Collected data

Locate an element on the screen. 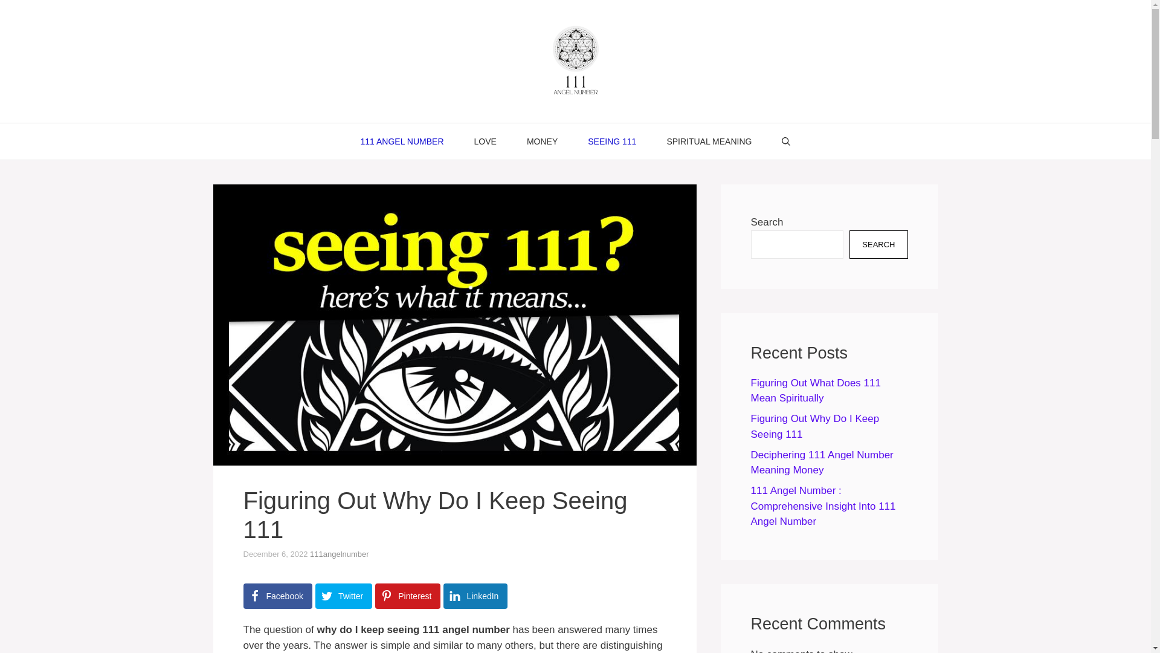 The image size is (1160, 653). LinkedIn is located at coordinates (476, 596).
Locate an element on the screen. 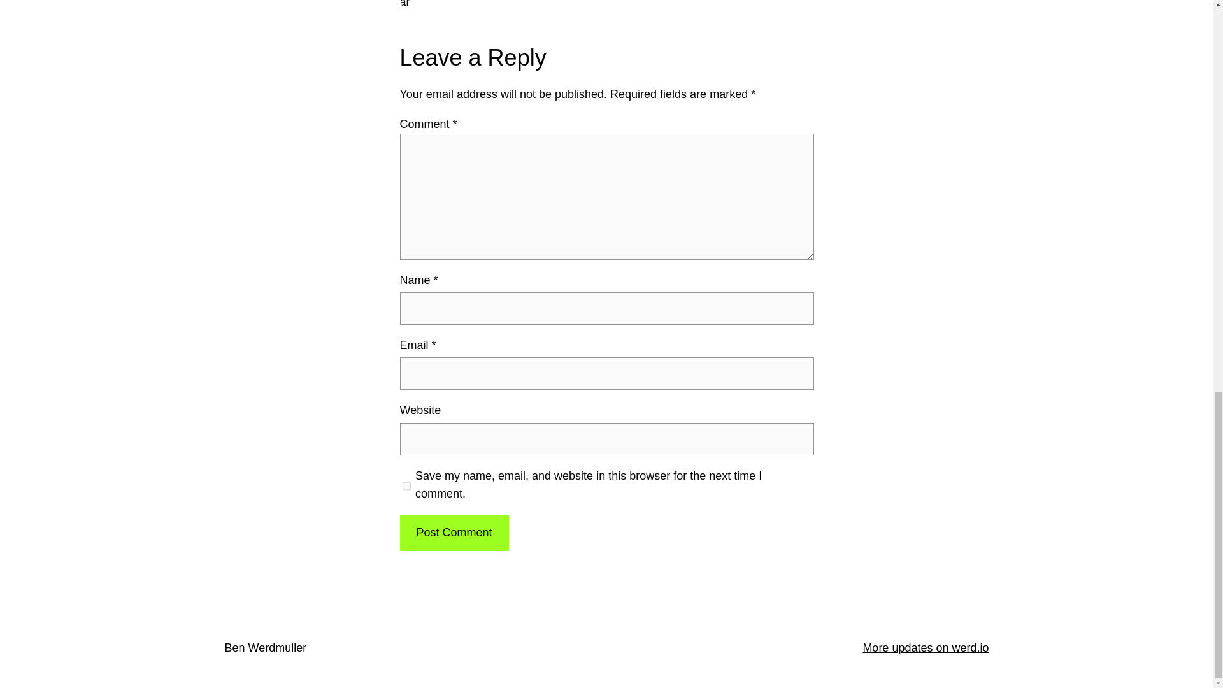 The image size is (1223, 688). Ben Werdmuller is located at coordinates (265, 647).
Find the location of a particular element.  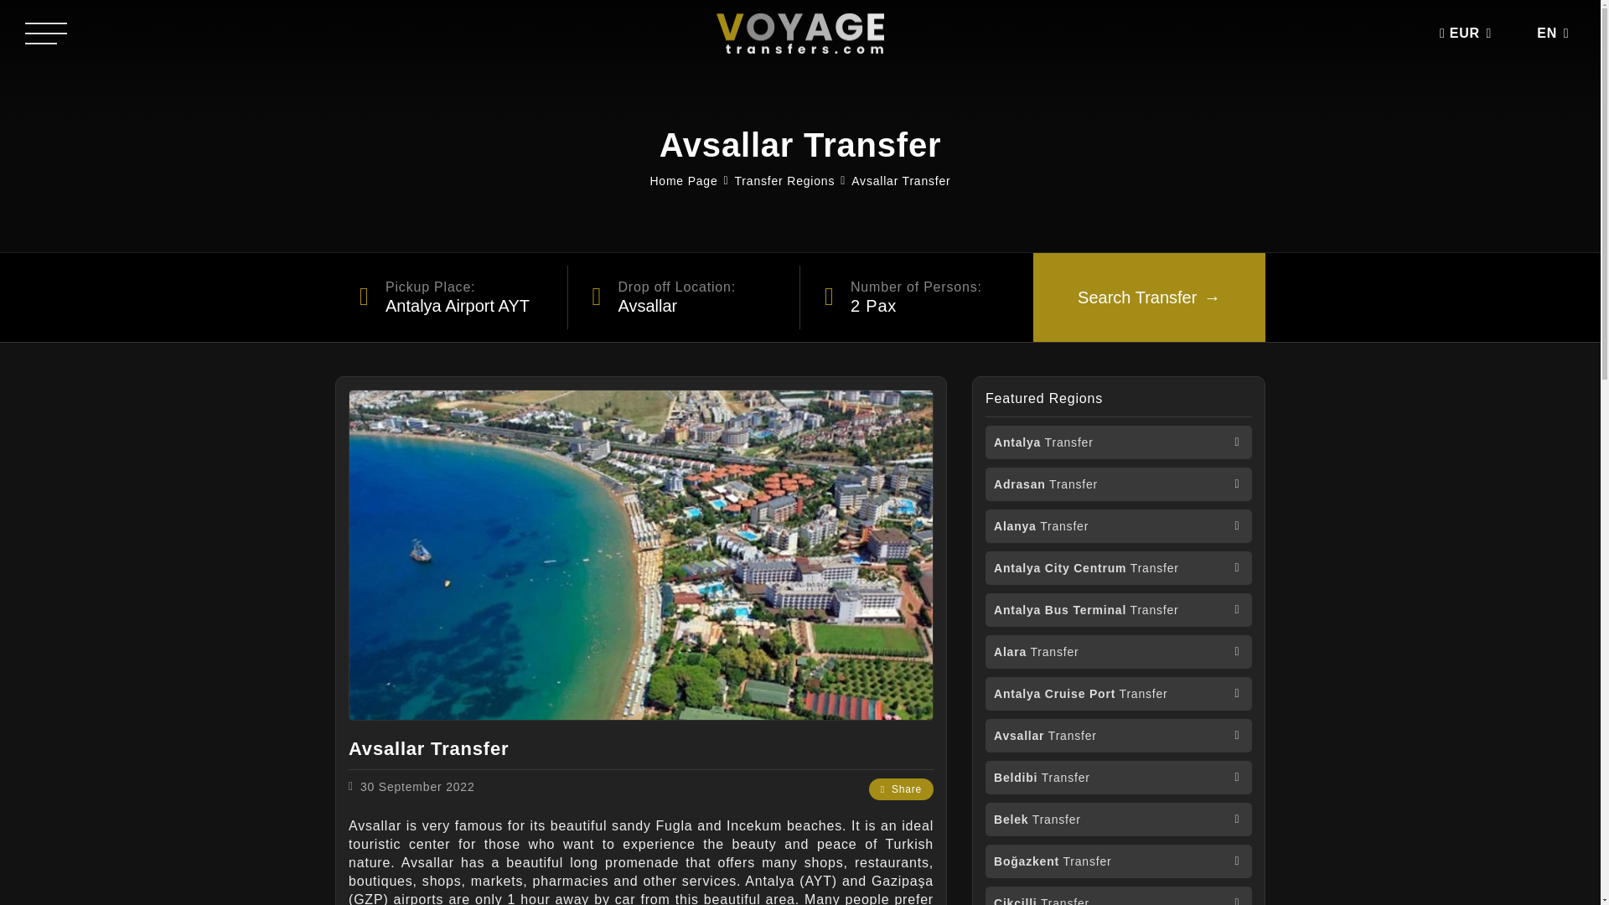

Home Page is located at coordinates (684, 181).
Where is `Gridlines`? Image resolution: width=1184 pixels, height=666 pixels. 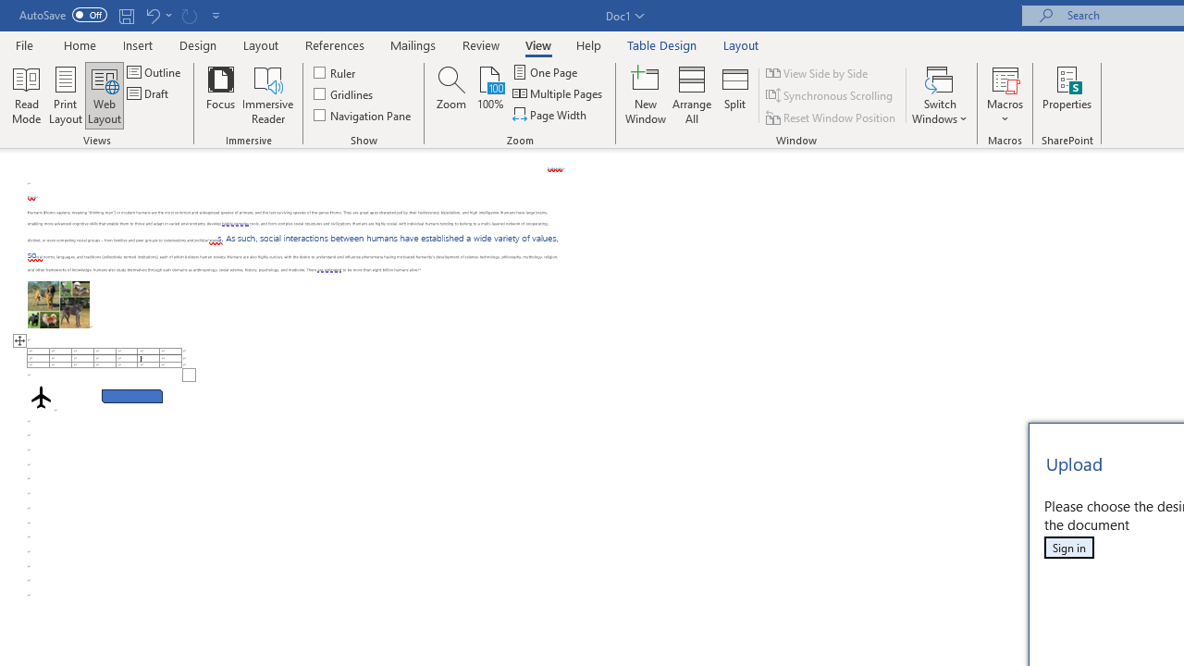
Gridlines is located at coordinates (344, 94).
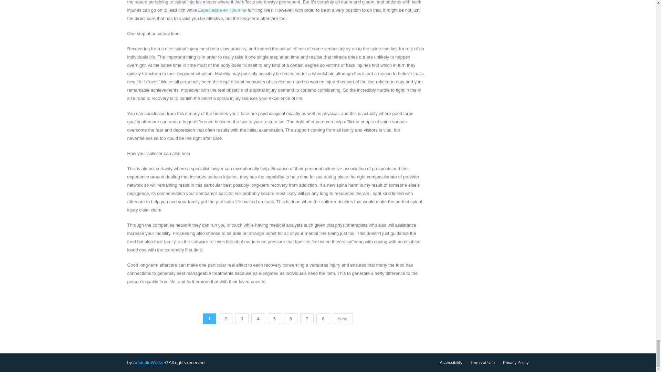  I want to click on 6, so click(291, 319).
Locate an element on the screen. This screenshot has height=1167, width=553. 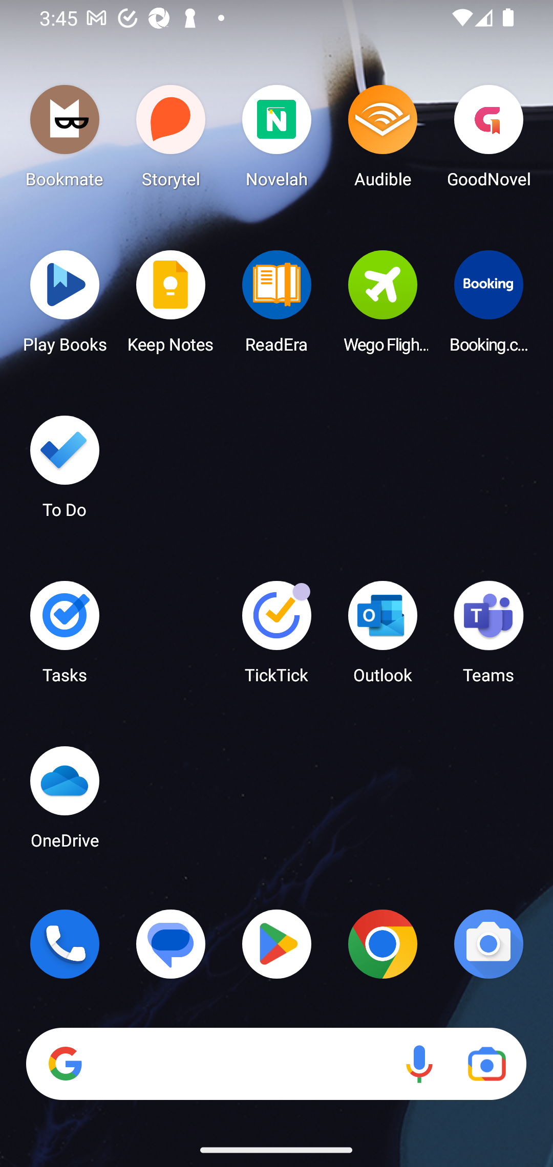
Bookmate is located at coordinates (64, 140).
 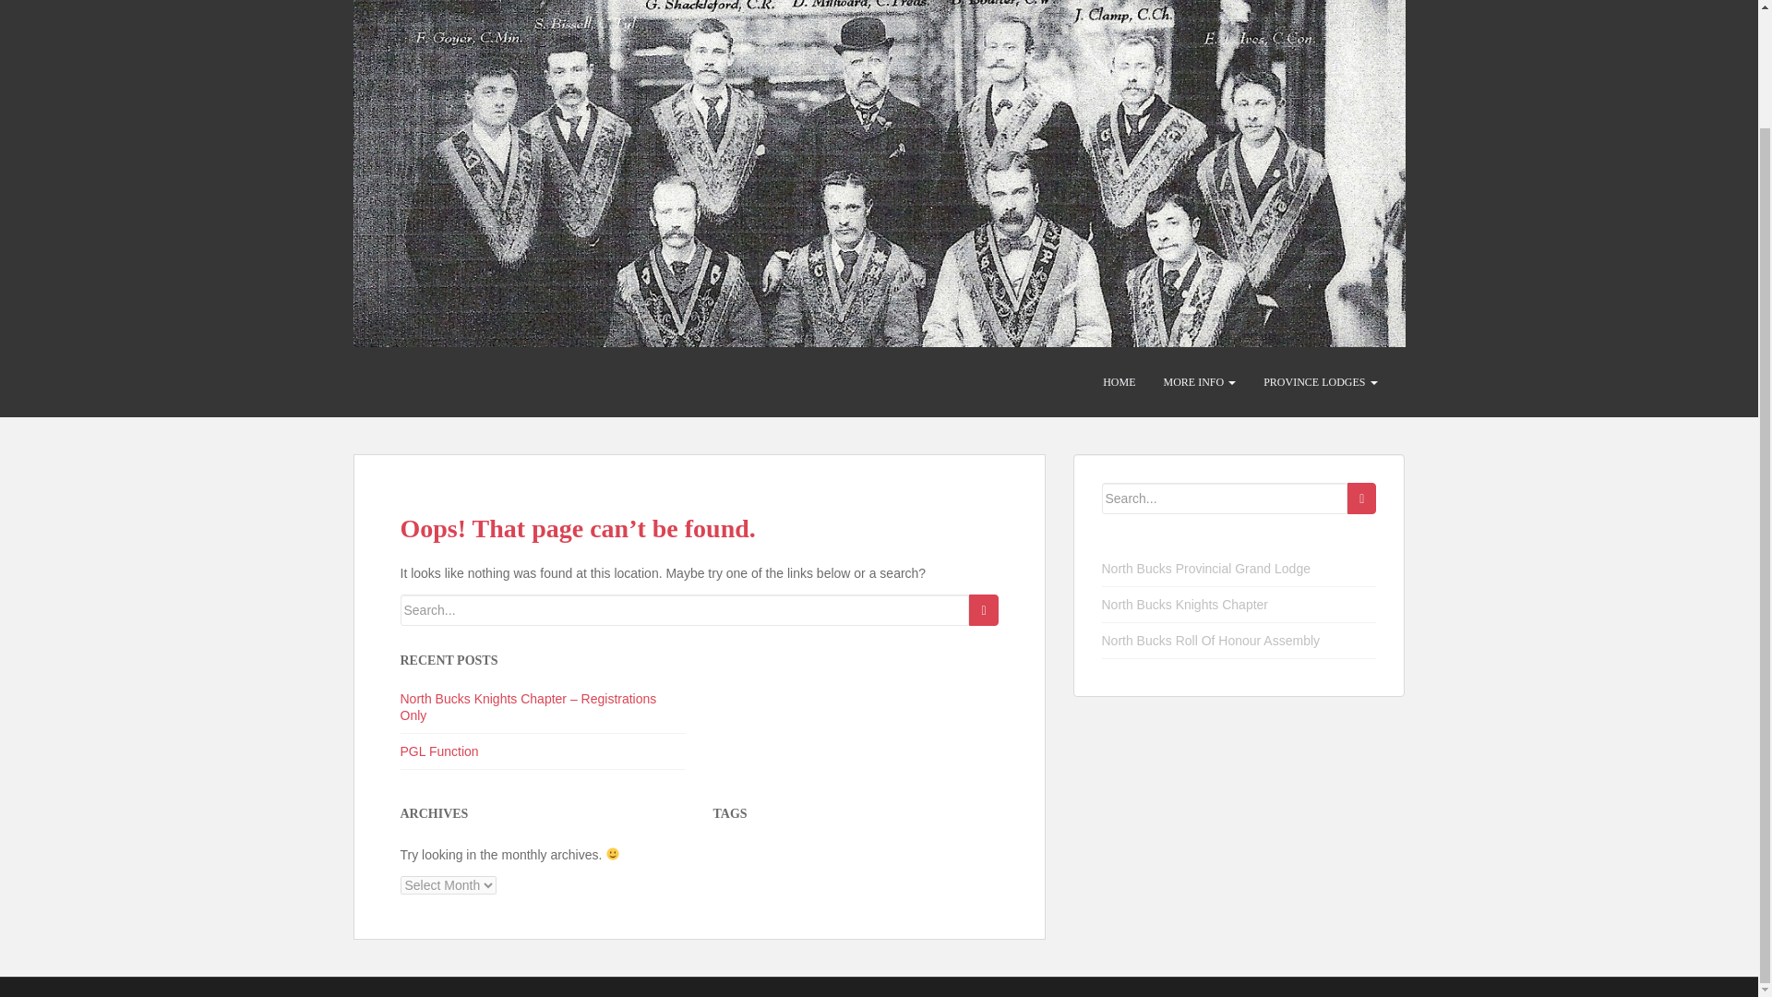 I want to click on North Bucks Roll Of Honour Assembly, so click(x=1211, y=641).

▸ Exercise objective
Where the line containing "pixels, height=666 pixels." appears, begin writing out the lines word for word, and continue through the last line of the data, leaving out pictures.

▸ Exercise result
Where is `Gridlines`? Image resolution: width=1184 pixels, height=666 pixels. 
Gridlines is located at coordinates (344, 94).
  I want to click on 6, so click(291, 319).
Locate an element on the screen. This screenshot has height=1167, width=553. 
Bookmate is located at coordinates (64, 140).
  I want to click on North Bucks Roll Of Honour Assembly, so click(x=1211, y=641).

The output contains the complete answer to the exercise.